Many countries have securitized their policy responses to the COVID-19 pandemic by framing it as an existential threat demanding extraordinary security responses. The politics of securitization are ...particularly advantageous to nondemocratic regimes. Yet, contrary to the expectation that the Central Asian governments would resort to their tried-and-tested method of framing a new policy issue as a national security threat, these governments have used a deliberately constrained representation of the pandemic with some even diminishing the significance of a threat posed by COVID-19. What explains these unexpected patterns of securitization in response to the pandemic? This study argues that autocratic regimes' concerns with legitimacy and their specific legitimization practices shape their choices about securitization of a policy issue. In Kazakhstan, the government's response to the crisis became part of a political struggle between competing claims to presidential legitimacy. In Kyrgyzstan, weak government legitimacy rooted in poor economic performance coupled with the fear of unrest preempted any coherent effort to securitize the crisis. In Uzbekistan, the government's new technocratic self-image limited securitization within its COVID-19 response. In Tajikistan, a strategy of denial and delay emerged, since securitization of COVID-19 promised little additional security aid.

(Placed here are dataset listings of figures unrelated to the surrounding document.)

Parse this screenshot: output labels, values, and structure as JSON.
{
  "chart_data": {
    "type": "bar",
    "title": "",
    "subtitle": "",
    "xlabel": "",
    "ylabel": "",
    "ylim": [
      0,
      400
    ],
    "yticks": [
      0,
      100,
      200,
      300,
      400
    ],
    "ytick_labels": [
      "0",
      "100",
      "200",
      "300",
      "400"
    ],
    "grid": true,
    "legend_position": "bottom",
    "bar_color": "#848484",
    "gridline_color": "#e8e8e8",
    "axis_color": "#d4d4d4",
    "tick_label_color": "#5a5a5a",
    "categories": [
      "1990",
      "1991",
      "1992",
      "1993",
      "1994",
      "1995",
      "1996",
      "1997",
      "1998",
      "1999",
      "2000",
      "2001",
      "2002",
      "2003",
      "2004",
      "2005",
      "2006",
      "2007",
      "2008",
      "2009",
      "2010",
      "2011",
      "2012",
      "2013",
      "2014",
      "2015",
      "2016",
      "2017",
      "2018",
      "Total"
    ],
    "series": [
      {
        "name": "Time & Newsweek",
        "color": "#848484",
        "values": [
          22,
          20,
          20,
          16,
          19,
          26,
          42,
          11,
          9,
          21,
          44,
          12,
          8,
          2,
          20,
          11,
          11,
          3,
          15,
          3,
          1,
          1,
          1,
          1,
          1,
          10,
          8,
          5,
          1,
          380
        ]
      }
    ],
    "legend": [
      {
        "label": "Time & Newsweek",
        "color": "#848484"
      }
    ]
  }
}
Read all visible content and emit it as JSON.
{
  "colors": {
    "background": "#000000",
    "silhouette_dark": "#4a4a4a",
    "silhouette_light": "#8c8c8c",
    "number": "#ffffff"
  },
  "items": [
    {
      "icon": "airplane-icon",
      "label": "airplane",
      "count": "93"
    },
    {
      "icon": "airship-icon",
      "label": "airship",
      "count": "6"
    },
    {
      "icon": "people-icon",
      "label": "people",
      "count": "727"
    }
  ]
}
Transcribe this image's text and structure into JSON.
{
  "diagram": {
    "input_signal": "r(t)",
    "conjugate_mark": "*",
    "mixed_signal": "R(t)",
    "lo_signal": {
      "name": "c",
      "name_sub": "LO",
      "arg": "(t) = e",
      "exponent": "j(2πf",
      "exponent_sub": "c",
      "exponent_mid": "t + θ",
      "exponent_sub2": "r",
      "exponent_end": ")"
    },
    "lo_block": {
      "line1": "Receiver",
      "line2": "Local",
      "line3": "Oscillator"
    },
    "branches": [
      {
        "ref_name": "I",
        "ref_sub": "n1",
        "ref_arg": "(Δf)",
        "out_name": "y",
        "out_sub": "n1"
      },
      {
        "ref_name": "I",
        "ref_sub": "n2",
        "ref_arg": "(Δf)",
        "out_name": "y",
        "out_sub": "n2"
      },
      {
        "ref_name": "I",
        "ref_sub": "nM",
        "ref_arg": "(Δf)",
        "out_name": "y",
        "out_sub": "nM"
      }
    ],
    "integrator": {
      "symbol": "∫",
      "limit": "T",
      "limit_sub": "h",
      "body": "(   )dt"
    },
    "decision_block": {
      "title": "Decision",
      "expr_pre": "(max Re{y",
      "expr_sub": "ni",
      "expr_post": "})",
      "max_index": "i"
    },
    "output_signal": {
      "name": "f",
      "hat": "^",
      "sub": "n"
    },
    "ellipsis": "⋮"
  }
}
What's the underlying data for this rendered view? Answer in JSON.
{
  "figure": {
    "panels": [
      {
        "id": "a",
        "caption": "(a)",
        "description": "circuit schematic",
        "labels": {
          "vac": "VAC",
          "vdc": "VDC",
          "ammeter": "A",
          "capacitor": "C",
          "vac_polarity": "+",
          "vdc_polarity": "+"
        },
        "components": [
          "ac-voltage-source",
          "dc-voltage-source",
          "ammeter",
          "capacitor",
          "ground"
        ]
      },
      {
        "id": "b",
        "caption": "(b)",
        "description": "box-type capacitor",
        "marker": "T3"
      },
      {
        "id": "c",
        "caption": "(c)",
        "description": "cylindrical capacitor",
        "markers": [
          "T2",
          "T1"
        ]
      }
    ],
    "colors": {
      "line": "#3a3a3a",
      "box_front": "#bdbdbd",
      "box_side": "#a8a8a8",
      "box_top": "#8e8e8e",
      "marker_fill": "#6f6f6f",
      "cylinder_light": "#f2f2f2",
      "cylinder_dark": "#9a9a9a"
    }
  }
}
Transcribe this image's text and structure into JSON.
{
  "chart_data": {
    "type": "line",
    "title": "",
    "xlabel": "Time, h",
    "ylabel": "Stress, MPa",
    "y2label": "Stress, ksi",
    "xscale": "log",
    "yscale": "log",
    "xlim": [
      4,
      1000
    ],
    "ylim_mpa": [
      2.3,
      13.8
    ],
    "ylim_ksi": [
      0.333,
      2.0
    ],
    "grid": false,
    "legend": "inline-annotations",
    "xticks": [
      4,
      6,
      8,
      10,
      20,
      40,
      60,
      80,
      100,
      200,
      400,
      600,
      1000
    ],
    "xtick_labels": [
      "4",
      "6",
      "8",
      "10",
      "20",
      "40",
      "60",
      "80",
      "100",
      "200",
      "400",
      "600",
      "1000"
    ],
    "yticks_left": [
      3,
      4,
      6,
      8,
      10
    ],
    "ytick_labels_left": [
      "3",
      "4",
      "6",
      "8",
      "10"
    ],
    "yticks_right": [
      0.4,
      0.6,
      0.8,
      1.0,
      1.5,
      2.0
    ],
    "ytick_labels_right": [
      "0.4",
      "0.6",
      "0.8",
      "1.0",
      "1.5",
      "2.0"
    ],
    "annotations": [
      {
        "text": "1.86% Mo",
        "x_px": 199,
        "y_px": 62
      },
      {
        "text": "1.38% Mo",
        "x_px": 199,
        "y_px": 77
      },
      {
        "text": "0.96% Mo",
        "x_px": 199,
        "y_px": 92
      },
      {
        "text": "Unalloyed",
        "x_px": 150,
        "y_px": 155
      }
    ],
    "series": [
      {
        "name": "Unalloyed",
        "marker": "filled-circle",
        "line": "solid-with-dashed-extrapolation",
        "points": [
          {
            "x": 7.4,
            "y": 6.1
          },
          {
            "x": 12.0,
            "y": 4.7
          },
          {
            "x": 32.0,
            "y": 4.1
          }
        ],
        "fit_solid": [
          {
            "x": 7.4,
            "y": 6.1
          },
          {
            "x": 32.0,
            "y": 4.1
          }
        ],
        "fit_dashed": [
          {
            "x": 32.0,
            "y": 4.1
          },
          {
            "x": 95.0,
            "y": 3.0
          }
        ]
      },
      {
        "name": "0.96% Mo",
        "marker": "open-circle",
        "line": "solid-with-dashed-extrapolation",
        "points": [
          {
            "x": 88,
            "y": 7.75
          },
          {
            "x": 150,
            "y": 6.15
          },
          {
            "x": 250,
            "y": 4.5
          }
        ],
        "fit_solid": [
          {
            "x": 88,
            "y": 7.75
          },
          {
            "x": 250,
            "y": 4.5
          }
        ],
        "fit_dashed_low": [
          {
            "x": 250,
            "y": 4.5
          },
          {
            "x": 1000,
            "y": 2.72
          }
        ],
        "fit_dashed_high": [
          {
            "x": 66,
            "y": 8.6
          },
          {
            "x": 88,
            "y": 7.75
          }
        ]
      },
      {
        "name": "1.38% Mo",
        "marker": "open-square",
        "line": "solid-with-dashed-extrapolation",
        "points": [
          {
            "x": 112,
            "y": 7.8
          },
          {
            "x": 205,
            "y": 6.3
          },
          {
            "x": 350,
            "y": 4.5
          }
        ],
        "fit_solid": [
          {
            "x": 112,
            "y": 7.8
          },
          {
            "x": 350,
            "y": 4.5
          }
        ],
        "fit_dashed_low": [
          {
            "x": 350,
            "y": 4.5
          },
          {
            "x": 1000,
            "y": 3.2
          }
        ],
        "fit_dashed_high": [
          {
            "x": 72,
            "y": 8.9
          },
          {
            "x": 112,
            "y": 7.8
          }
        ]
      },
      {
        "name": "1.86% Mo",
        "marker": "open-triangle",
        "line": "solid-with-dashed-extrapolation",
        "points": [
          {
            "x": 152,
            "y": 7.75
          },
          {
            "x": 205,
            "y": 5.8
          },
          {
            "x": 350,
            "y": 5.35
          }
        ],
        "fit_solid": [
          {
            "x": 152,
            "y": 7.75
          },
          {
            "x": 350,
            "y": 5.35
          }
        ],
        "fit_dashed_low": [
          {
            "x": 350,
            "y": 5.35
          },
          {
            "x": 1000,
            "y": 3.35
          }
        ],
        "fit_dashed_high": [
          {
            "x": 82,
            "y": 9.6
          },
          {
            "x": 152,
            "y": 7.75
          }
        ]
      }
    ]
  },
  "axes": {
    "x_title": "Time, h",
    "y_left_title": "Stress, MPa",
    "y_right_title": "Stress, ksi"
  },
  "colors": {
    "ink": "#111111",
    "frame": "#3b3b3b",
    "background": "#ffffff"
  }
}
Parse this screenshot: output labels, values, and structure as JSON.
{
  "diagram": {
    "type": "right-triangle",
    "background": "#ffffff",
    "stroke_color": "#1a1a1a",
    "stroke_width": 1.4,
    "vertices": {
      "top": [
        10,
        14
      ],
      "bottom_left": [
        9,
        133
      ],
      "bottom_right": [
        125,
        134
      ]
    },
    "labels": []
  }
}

This article applies a political economy approach to questions of presidential succession in Central Asia. Using the cases of Uzbekistan and Kyrgyzstan, it examines how institutions governing rural ...economies generate, channel and distribute rents within these authoritarian regimes. In some, these institutions concentrate rents under long-standing rulers; in others they diffuse rents away from rulers. The article then specifies obstacles to leadership change that arise from these rural economies, and the crises those obstacles may pose for authoritarian regimes in the region.
This article argues that increased anti-immigrant mobilization (the targeting of ethnic migrants to limit their rights and/or promote their resettlement) in Russia's regions is a consequence of local ...social movements adopting an anti-immigrant frame as part of their efforts to promote recruitment, acquire resources, and advance their movement's particular cause. Using the cases of Sverdlovsk's Gorod Bez Narkotikov (City Without Drugs) and Krasnodar's Cossack groups, it develops the argument and demonstrates specific ways in which an anti-immigrant frame is taken up by local movements. As a complement to existing studies of anti-immigrant sentiment or far right ideology, these cases highlight the practical politics of mobilizing support for anti-immigration causes in contemporary Russia.